To install click the Add extension button. That's it.

The source code for the WIKI 2 extension is being checked by specialists of the Mozilla Foundation, Google, and Apple. You could also do it yourself at any point in time.

4,5
Kelly Slayton
Congratulations on this excellent venture… what a great idea!
Alexander Grigorievskiy
I use WIKI 2 every day and almost forgot how the original Wikipedia looks like.
Live Statistics
English Articles
Improved in 24 Hours
Added in 24 Hours
What we do. Every page goes through several hundred of perfecting techniques; in live mode. Quite the same Wikipedia. Just better.
.
Leo
Newton
Brights
Milds

From Wikipedia, the free encyclopedia

Alois Hudec
Alois Hudec, displaying his mastery on the Still Rings apparatus c. 1931
Personal information
Country represented Czechoslovakia
Born(1908-07-12)July 12, 1908
Račice, Austria-Hungary
DiedJanuary 23, 1997(1997-01-23) (aged 88)
Prague, Czech Republic
DisciplineMen's artistic gymnastics

Alois Hudec (12 July 1908 – 23 January 1997)[1] was a Czechoslovak gymnast and an individual World and Olympic Champion in the sport.

He competed for Czechoslovakia at the 1936 Summer Olympics in Berlin, where he received a gold medal in rings.[2] Part of his performance there is recorded in an 85-second shot in Leni Riefenstahl's film Olympia. He also competed at three World Championships in a row (1931, 1934, 1938) where he won the rings title every time.

Hudec also bears another particular distinction within the annals of the history of the sport. Although the 1931 World Artistic Gymnastics Championships often seem to go ignored by various authorities within the sport, the FIG, in their 125-Year Anniversary Publication, refers to them as the "First Artistic Men's World Championships".[3] As he became the overall World All-Around Champion at those games, according to some authorities, Hudec could be considered the first-ever World All-Around Champion in the sport of Men's Artistic Gymnastics.

YouTube Encyclopedic

  • 1/5
    Views:
    21 422
    7 971
    151 017
    653
    10 511
  • Alois Hudec I.
  • Alois Hudec II.
  • Old Gymnastics 1938
  • Leni Riefenstahl's Olympic Games 1936 - next challenge
  • Leon Štukelj: Induction video (International Hall of fame)

Transcription

References

  1. ^ Evans, Hilary; Gjerde, Arild; Heijmans, Jeroen; Mallon, Bill; et al. "Alois Hudec". Olympics at Sports-Reference.com. Sports Reference LLC. Archived from the original on 2020-04-17.
  2. ^ "1936 Summer Olympics – Berlin, Germany – Gymnastics" Archived 2007-08-27 at the Wayback Machine databaseOlympics.com (Retrieved on March 31, 2008)
  3. ^ Fédération Internationale de Gymnastique (2005). 125th Anniversary - The story goes on... FIG. p. 15.

External links


This page was last edited on 25 May 2024, at 18:03
Basis of this page is in Wikipedia. Text is available under the CC BY-SA 3.0 Unported License. Non-text media are available under their specified licenses. Wikipedia® is a registered trademark of the Wikimedia Foundation, Inc. WIKI 2 is an independent company and has no affiliation with Wikimedia Foundation.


--- About this exercise ---
An exact copy of all the data, minus the images, is required.

--- Exercise data ---
*** Block opens ***

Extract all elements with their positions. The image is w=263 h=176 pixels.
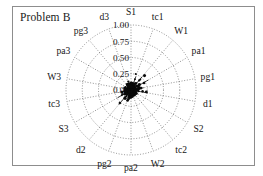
axis-label-d3: d3 (100, 11, 110, 22)
data-point (126, 95, 128, 97)
axis-label-tc3: tc3 (48, 98, 60, 109)
axis-label-pa2: pa2 (124, 162, 138, 173)
axis-label-d1: d1 (203, 98, 213, 109)
axis-label-W1: W1 (174, 25, 188, 36)
axis-label-pa3: pa3 (57, 45, 71, 56)
data-point (136, 88, 140, 92)
axis-label-S2: S2 (193, 123, 203, 134)
data-point (135, 85, 137, 87)
polar-chart: S1tc1W1pa1pg1d1S2tc2W2pa2pg2d2S3tc3W3pa3… (0, 0, 263, 176)
axis-label-pg2: pg2 (97, 158, 112, 169)
axis-label-pg1: pg1 (201, 71, 216, 82)
grid-spoke-tc2 (131, 90, 173, 140)
axis-label-S3: S3 (58, 123, 68, 134)
data-point (120, 91, 123, 94)
data-point (119, 102, 121, 104)
grid-spoke-pg3 (89, 40, 131, 90)
data-point (141, 90, 143, 92)
data-point (127, 80, 129, 82)
grid-spoke-W2 (131, 90, 153, 151)
data-point (139, 84, 141, 86)
data-point (135, 73, 137, 75)
axis-label-W2: W2 (151, 158, 165, 169)
axis-label-pg3: pg3 (74, 25, 89, 36)
data-point (143, 74, 146, 77)
axis-label-pa1: pa1 (192, 45, 206, 56)
data-point (130, 95, 133, 98)
axis-label-tc1: tc1 (152, 11, 164, 22)
axis-label-d2: d2 (76, 144, 86, 155)
data-point (131, 89, 133, 91)
axis-label-S1: S1 (126, 6, 136, 17)
data-point (138, 79, 140, 81)
figure-container: Problem B S1tc1W1pa1pg1d1S2tc2W2pa2pg2d2… (0, 0, 263, 176)
grid-spoke-S2 (131, 90, 187, 123)
data-point (128, 90, 131, 93)
data-point (145, 91, 148, 94)
data-point (134, 78, 136, 80)
data-point (126, 99, 129, 102)
axis-label-W3: W3 (47, 71, 61, 82)
radial-tick-0.25: 0.25 (113, 69, 129, 79)
data-point (123, 97, 126, 100)
data-point (143, 82, 146, 85)
data-point (128, 88, 130, 90)
data-point (125, 86, 127, 88)
radial-tick-1.00: 1.00 (113, 20, 129, 30)
radial-tick-0.75: 0.75 (113, 37, 129, 47)
radial-tick-0.50: 0.50 (113, 53, 129, 63)
data-point (135, 92, 138, 95)
axis-label-tc2: tc2 (175, 144, 187, 155)
data-point (129, 86, 131, 88)
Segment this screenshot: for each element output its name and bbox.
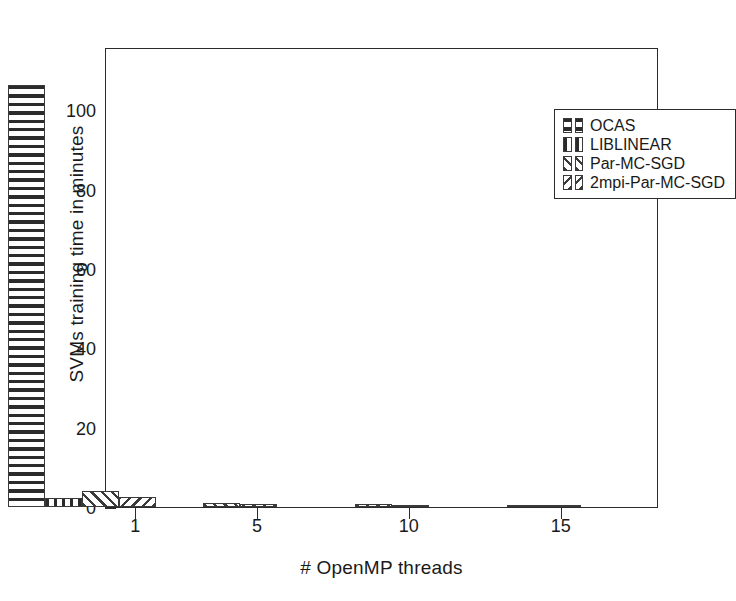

*** Block closes ***

--- Output of the exercise ---
Extract all elements with their positions. The image is w=263 h=176 pixels.
axis-label-d3: d3 (100, 11, 110, 22)
data-point (126, 95, 128, 97)
axis-label-tc3: tc3 (48, 98, 60, 109)
axis-label-pa2: pa2 (124, 162, 138, 173)
axis-label-d1: d1 (203, 98, 213, 109)
axis-label-W1: W1 (174, 25, 188, 36)
axis-label-pa3: pa3 (57, 45, 71, 56)
data-point (136, 88, 140, 92)
axis-label-S2: S2 (193, 123, 203, 134)
data-point (135, 85, 137, 87)
polar-chart: S1tc1W1pa1pg1d1S2tc2W2pa2pg2d2S3tc3W3pa3… (0, 0, 263, 176)
axis-label-pg2: pg2 (97, 158, 112, 169)
axis-label-pg1: pg1 (201, 71, 216, 82)
grid-spoke-tc2 (131, 90, 173, 140)
axis-label-S3: S3 (58, 123, 68, 134)
data-point (120, 91, 123, 94)
data-point (119, 102, 121, 104)
grid-spoke-pg3 (89, 40, 131, 90)
data-point (141, 90, 143, 92)
data-point (127, 80, 129, 82)
grid-spoke-W2 (131, 90, 153, 151)
data-point (139, 84, 141, 86)
data-point (135, 73, 137, 75)
axis-label-W2: W2 (151, 158, 165, 169)
axis-label-pg3: pg3 (74, 25, 89, 36)
data-point (143, 74, 146, 77)
axis-label-pa1: pa1 (192, 45, 206, 56)
data-point (130, 95, 133, 98)
axis-label-tc1: tc1 (152, 11, 164, 22)
axis-label-d2: d2 (76, 144, 86, 155)
data-point (131, 89, 133, 91)
axis-label-S1: S1 (126, 6, 136, 17)
data-point (138, 79, 140, 81)
figure-container: Problem B S1tc1W1pa1pg1d1S2tc2W2pa2pg2d2… (0, 0, 263, 176)
grid-spoke-S2 (131, 90, 187, 123)
data-point (128, 90, 131, 93)
data-point (145, 91, 148, 94)
data-point (134, 78, 136, 80)
data-point (126, 99, 129, 102)
axis-label-W3: W3 (47, 71, 61, 82)
radial-tick-0.25: 0.25 (113, 69, 129, 79)
data-point (123, 97, 126, 100)
data-point (143, 82, 146, 85)
data-point (128, 88, 130, 90)
data-point (125, 86, 127, 88)
radial-tick-1.00: 1.00 (113, 20, 129, 30)
radial-tick-0.75: 0.75 (113, 37, 129, 47)
radial-tick-0.50: 0.50 (113, 53, 129, 63)
data-point (135, 92, 138, 95)
axis-label-tc2: tc2 (175, 144, 187, 155)
data-point (129, 86, 131, 88)
Segment this screenshot: for each element output its name and bbox.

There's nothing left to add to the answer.